Andres Galeano | Reuters

Venezuela’s stock market has not only shrugged off the capture of former President Nicolás Maduro by U.S. forces, it has surged to a record high as investors bet that the battered economy could finally see a turnaround.

The country’s benchmark Indice Bursatil de Capitalizacion, or IBC, has gained more than 130% since the U.S. operation on Jan. 3.

The rally reflects optimism that Venezuela’s economy could stabilize after years of mismanagement, sanctions and defaults, with expectations growing that a reconfigured government may attract capital, revive oil output and normalize relations with the United States, analysts said.

And investors are trying to get in on the action. U.S. ETF issuer Teucrium on Friday applied to the Securities and Exchange Commission to create what would reportedly be the first exchange-traded fund focused on companies with exposure to Venezuela.

“In what is a fluid environment, we currently believe that Venezuela is more likely to experience regime continuity with behavioral realignment, rather than an outright democratic transition or system collapse,” BMI said in a note. “A pliant Venezuela would allow the U.S. to reinforce its regional hegemony, secure access to the oil sector on very favorable terms.”

“Investors began to price in Maduro’s removal from power as a precondition for sanctions relief and eventually a restructuring deal,” said Anthony Simond, investment director at UK-based wealth and investments firm Aberdeen. 

Simond said demand is coming from a broad mix of investors, including mainstream emerging-market asset managers, as well as hedge funds and distressed-debt specialists seeking asymmetric upside. 

However, it is important to note that Venezuela’s stock exchange is small, illiquid and not easily accessible to global investors, meaning price swings can be extreme, strategists said. Venezuela’s IBC soared 1,644% in 2025.

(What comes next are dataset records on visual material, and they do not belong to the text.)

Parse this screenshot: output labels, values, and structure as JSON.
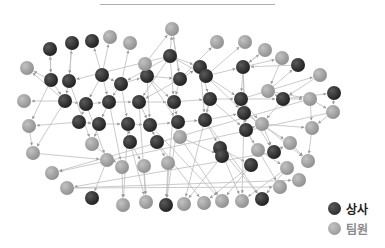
{
  "legend": {
    "items": [
      {
        "label": "상사",
        "color": "#2e2e2e"
      },
      {
        "label": "팀원",
        "color": "#a3a3a3"
      }
    ]
  },
  "colors": {
    "boss": "#2e2e2e",
    "team": "#a3a3a3",
    "edge": "#bdbdbd",
    "rule": "#b0b0b0"
  },
  "graph": {
    "node_radius": 7,
    "nodes": [
      {
        "x": 50,
        "y": 49,
        "t": "boss"
      },
      {
        "x": 72,
        "y": 43,
        "t": "boss"
      },
      {
        "x": 92,
        "y": 41,
        "t": "boss"
      },
      {
        "x": 110,
        "y": 37,
        "t": "team"
      },
      {
        "x": 130,
        "y": 43,
        "t": "team"
      },
      {
        "x": 172,
        "y": 29,
        "t": "team"
      },
      {
        "x": 217,
        "y": 42,
        "t": "team"
      },
      {
        "x": 245,
        "y": 42,
        "t": "team"
      },
      {
        "x": 265,
        "y": 50,
        "t": "team"
      },
      {
        "x": 282,
        "y": 58,
        "t": "team"
      },
      {
        "x": 298,
        "y": 65,
        "t": "boss"
      },
      {
        "x": 170,
        "y": 56,
        "t": "boss"
      },
      {
        "x": 27,
        "y": 68,
        "t": "team"
      },
      {
        "x": 51,
        "y": 80,
        "t": "boss"
      },
      {
        "x": 69,
        "y": 81,
        "t": "boss"
      },
      {
        "x": 102,
        "y": 75,
        "t": "boss"
      },
      {
        "x": 121,
        "y": 84,
        "t": "boss"
      },
      {
        "x": 147,
        "y": 76,
        "t": "boss"
      },
      {
        "x": 145,
        "y": 64,
        "t": "team"
      },
      {
        "x": 180,
        "y": 79,
        "t": "boss"
      },
      {
        "x": 200,
        "y": 67,
        "t": "boss"
      },
      {
        "x": 206,
        "y": 76,
        "t": "boss"
      },
      {
        "x": 243,
        "y": 67,
        "t": "boss"
      },
      {
        "x": 320,
        "y": 75,
        "t": "team"
      },
      {
        "x": 334,
        "y": 93,
        "t": "boss"
      },
      {
        "x": 24,
        "y": 101,
        "t": "team"
      },
      {
        "x": 65,
        "y": 101,
        "t": "boss"
      },
      {
        "x": 86,
        "y": 104,
        "t": "boss"
      },
      {
        "x": 109,
        "y": 102,
        "t": "boss"
      },
      {
        "x": 139,
        "y": 102,
        "t": "boss"
      },
      {
        "x": 174,
        "y": 102,
        "t": "boss"
      },
      {
        "x": 210,
        "y": 99,
        "t": "boss"
      },
      {
        "x": 241,
        "y": 99,
        "t": "boss"
      },
      {
        "x": 268,
        "y": 91,
        "t": "team"
      },
      {
        "x": 283,
        "y": 99,
        "t": "boss"
      },
      {
        "x": 310,
        "y": 99,
        "t": "team"
      },
      {
        "x": 333,
        "y": 112,
        "t": "team"
      },
      {
        "x": 29,
        "y": 126,
        "t": "team"
      },
      {
        "x": 79,
        "y": 122,
        "t": "boss"
      },
      {
        "x": 99,
        "y": 124,
        "t": "boss"
      },
      {
        "x": 128,
        "y": 124,
        "t": "boss"
      },
      {
        "x": 150,
        "y": 125,
        "t": "boss"
      },
      {
        "x": 178,
        "y": 122,
        "t": "boss"
      },
      {
        "x": 205,
        "y": 120,
        "t": "boss"
      },
      {
        "x": 244,
        "y": 113,
        "t": "boss"
      },
      {
        "x": 246,
        "y": 130,
        "t": "boss"
      },
      {
        "x": 262,
        "y": 124,
        "t": "team"
      },
      {
        "x": 312,
        "y": 128,
        "t": "team"
      },
      {
        "x": 33,
        "y": 153,
        "t": "team"
      },
      {
        "x": 92,
        "y": 144,
        "t": "team"
      },
      {
        "x": 130,
        "y": 142,
        "t": "boss"
      },
      {
        "x": 157,
        "y": 142,
        "t": "boss"
      },
      {
        "x": 180,
        "y": 137,
        "t": "team"
      },
      {
        "x": 220,
        "y": 148,
        "t": "boss"
      },
      {
        "x": 258,
        "y": 150,
        "t": "team"
      },
      {
        "x": 274,
        "y": 152,
        "t": "boss"
      },
      {
        "x": 290,
        "y": 143,
        "t": "team"
      },
      {
        "x": 308,
        "y": 161,
        "t": "team"
      },
      {
        "x": 52,
        "y": 173,
        "t": "team"
      },
      {
        "x": 107,
        "y": 160,
        "t": "team"
      },
      {
        "x": 122,
        "y": 167,
        "t": "team"
      },
      {
        "x": 144,
        "y": 166,
        "t": "team"
      },
      {
        "x": 168,
        "y": 163,
        "t": "team"
      },
      {
        "x": 222,
        "y": 156,
        "t": "boss"
      },
      {
        "x": 251,
        "y": 165,
        "t": "boss"
      },
      {
        "x": 287,
        "y": 168,
        "t": "team"
      },
      {
        "x": 67,
        "y": 188,
        "t": "team"
      },
      {
        "x": 92,
        "y": 198,
        "t": "boss"
      },
      {
        "x": 123,
        "y": 205,
        "t": "team"
      },
      {
        "x": 146,
        "y": 202,
        "t": "team"
      },
      {
        "x": 166,
        "y": 205,
        "t": "boss"
      },
      {
        "x": 184,
        "y": 204,
        "t": "team"
      },
      {
        "x": 204,
        "y": 203,
        "t": "team"
      },
      {
        "x": 222,
        "y": 201,
        "t": "team"
      },
      {
        "x": 242,
        "y": 201,
        "t": "team"
      },
      {
        "x": 262,
        "y": 199,
        "t": "boss"
      },
      {
        "x": 280,
        "y": 187,
        "t": "team"
      },
      {
        "x": 299,
        "y": 180,
        "t": "team"
      }
    ],
    "edges": [
      [
        13,
        0
      ],
      [
        14,
        1
      ],
      [
        15,
        2
      ],
      [
        15,
        3
      ],
      [
        16,
        4
      ],
      [
        11,
        5
      ],
      [
        19,
        5
      ],
      [
        18,
        5
      ],
      [
        11,
        14
      ],
      [
        19,
        6
      ],
      [
        21,
        7
      ],
      [
        22,
        8
      ],
      [
        22,
        9
      ],
      [
        33,
        10
      ],
      [
        13,
        12
      ],
      [
        26,
        12
      ],
      [
        15,
        16
      ],
      [
        16,
        17
      ],
      [
        17,
        19
      ],
      [
        19,
        20
      ],
      [
        20,
        21
      ],
      [
        21,
        22
      ],
      [
        22,
        32
      ],
      [
        32,
        23
      ],
      [
        34,
        24
      ],
      [
        34,
        33
      ],
      [
        26,
        25
      ],
      [
        26,
        27
      ],
      [
        27,
        28
      ],
      [
        28,
        29
      ],
      [
        29,
        30
      ],
      [
        30,
        31
      ],
      [
        31,
        32
      ],
      [
        32,
        34
      ],
      [
        34,
        35
      ],
      [
        35,
        36
      ],
      [
        38,
        37
      ],
      [
        38,
        39
      ],
      [
        39,
        40
      ],
      [
        40,
        41
      ],
      [
        41,
        42
      ],
      [
        42,
        43
      ],
      [
        43,
        44
      ],
      [
        44,
        45
      ],
      [
        45,
        46
      ],
      [
        46,
        47
      ],
      [
        37,
        48
      ],
      [
        48,
        59
      ],
      [
        39,
        49
      ],
      [
        40,
        50
      ],
      [
        41,
        51
      ],
      [
        42,
        52
      ],
      [
        43,
        53
      ],
      [
        45,
        54
      ],
      [
        46,
        55
      ],
      [
        55,
        56
      ],
      [
        56,
        57
      ],
      [
        49,
        60
      ],
      [
        50,
        61
      ],
      [
        51,
        62
      ],
      [
        52,
        63
      ],
      [
        53,
        64
      ],
      [
        54,
        65
      ],
      [
        55,
        66
      ],
      [
        59,
        67
      ],
      [
        60,
        68
      ],
      [
        61,
        69
      ],
      [
        62,
        70
      ],
      [
        63,
        71
      ],
      [
        64,
        72
      ],
      [
        64,
        73
      ],
      [
        65,
        74
      ],
      [
        65,
        75
      ],
      [
        66,
        76
      ],
      [
        66,
        77
      ],
      [
        57,
        78
      ],
      [
        11,
        29
      ],
      [
        11,
        30
      ],
      [
        19,
        30
      ],
      [
        15,
        27
      ],
      [
        16,
        40
      ],
      [
        17,
        41
      ],
      [
        17,
        42
      ],
      [
        20,
        43
      ],
      [
        21,
        44
      ],
      [
        22,
        44
      ],
      [
        31,
        45
      ],
      [
        32,
        46
      ],
      [
        15,
        28
      ],
      [
        27,
        38
      ],
      [
        28,
        39
      ],
      [
        29,
        41
      ],
      [
        30,
        42
      ],
      [
        31,
        43
      ],
      [
        36,
        47
      ],
      [
        35,
        47
      ],
      [
        33,
        35
      ],
      [
        13,
        37
      ],
      [
        26,
        48
      ],
      [
        14,
        49
      ],
      [
        27,
        59
      ],
      [
        28,
        60
      ],
      [
        29,
        69
      ],
      [
        30,
        70
      ],
      [
        31,
        71
      ],
      [
        41,
        73
      ],
      [
        43,
        75
      ],
      [
        44,
        74
      ],
      [
        45,
        76
      ],
      [
        42,
        70
      ],
      [
        40,
        68
      ],
      [
        50,
        69
      ],
      [
        51,
        72
      ],
      [
        52,
        73
      ],
      [
        53,
        74
      ],
      [
        53,
        75
      ],
      [
        44,
        56
      ],
      [
        46,
        57
      ],
      [
        47,
        57
      ],
      [
        35,
        58
      ],
      [
        36,
        58
      ],
      [
        11,
        16
      ],
      [
        11,
        20
      ],
      [
        11,
        21
      ],
      [
        5,
        19
      ],
      [
        19,
        29
      ],
      [
        20,
        31
      ],
      [
        21,
        32
      ],
      [
        17,
        30
      ],
      [
        16,
        28
      ],
      [
        14,
        26
      ],
      [
        13,
        26
      ],
      [
        1,
        14
      ],
      [
        0,
        13
      ],
      [
        22,
        45
      ],
      [
        32,
        55
      ],
      [
        34,
        46
      ],
      [
        24,
        36
      ],
      [
        23,
        34
      ],
      [
        10,
        22
      ],
      [
        9,
        33
      ],
      [
        8,
        22
      ]
    ]
  }
}
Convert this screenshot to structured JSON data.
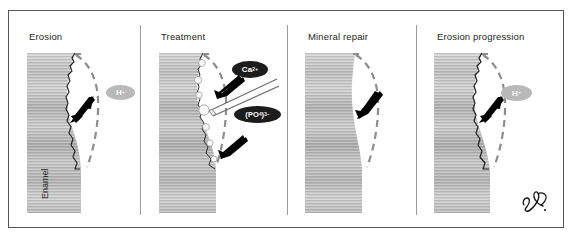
{
  "figure": {
    "kind": "scientific-diagram",
    "panel_count": 4
  },
  "panels": [
    {
      "id": "erosion",
      "title": "Erosion",
      "substrate_label": "Enamel",
      "surface": "jagged-eroded",
      "arrow_direction": "into-enamel",
      "ions": [
        {
          "id": "hydrogen-ion",
          "text": "H",
          "charge": "+",
          "style": "light"
        }
      ]
    },
    {
      "id": "treatment",
      "title": "Treatment",
      "substrate_label": "",
      "surface": "jagged-eroded-with-mineral-particles",
      "arrow_direction": "into-enamel",
      "tool": "applicator-brush",
      "particle_count": 7,
      "ions": [
        {
          "id": "calcium-ion",
          "text": "Ca",
          "charge": "2+",
          "style": "dark"
        },
        {
          "id": "phosphate-ion",
          "text": "(PO",
          "sub": "4",
          "tail": ")",
          "charge": "3−",
          "style": "dark"
        }
      ]
    },
    {
      "id": "mineral-repair",
      "title": "Mineral repair",
      "substrate_label": "",
      "surface": "smooth-repaired",
      "arrow_direction": "into-enamel",
      "ions": []
    },
    {
      "id": "erosion-progression",
      "title": "Erosion progression",
      "substrate_label": "",
      "surface": "jagged-eroded",
      "arrow_direction": "into-enamel",
      "ions": [
        {
          "id": "hydrogen-ion",
          "text": "H",
          "charge": "+",
          "style": "light"
        }
      ]
    }
  ],
  "annotations": {
    "original_contour": "dashed-outline",
    "signature": "artist-signature-monogram"
  },
  "colors": {
    "frame_border": "#555555",
    "divider": "#9a9a9a",
    "enamel_light": "#d8d8d8",
    "enamel_mid": "#b3b3b3",
    "enamel_dark": "#9a9a9a",
    "dashed_outline": "#8d8d8d",
    "arrow": "#000000",
    "ion_light_bg": "#b9b9b9",
    "ion_dark_bg": "#1c1c1c",
    "ion_text": "#ffffff",
    "title_text": "#231f20"
  }
}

“Because Venezuela’s markets are thinly traded, even small shifts in expectations can cause large price moves,” Alice Blue, an integrated brokerage of financial charting platform TradingView wrote in a note. “The rally reflects hope and speculation, not confirmed outcomes.”

Investors have also rushed into the country’s sovereign and state oil company bonds since Maduro was captured. Renewed interest in Venezuelan bonds is primarily driven by optimism around potential debt restructuring, a development investors see as a way to unlock value frozen since Venezuela’s 2017 default, said Jeff Grills, head of U.S. cross markets and emerging markets debt at Aegon Asset Management.

Grills cautioned though that much of the stock rally is headline-driven. “At this stage, the rally appears to be largely tactical, rather than the start of a structural re-rating,” he said, noting that leadership changes alone do not yet amount to a full regime transition.

Venezuela’s external liabilities, including arbitration claims and bilateral debts — estimated at $150 billion to $170 billion, according to Reuters — complicates any recovery timeline, said Eric Fine, a portfolio manager from VanEck.

“Everything depends on that not being derailed. [However] if that materializes, this is a complete re-rating situation,” he said.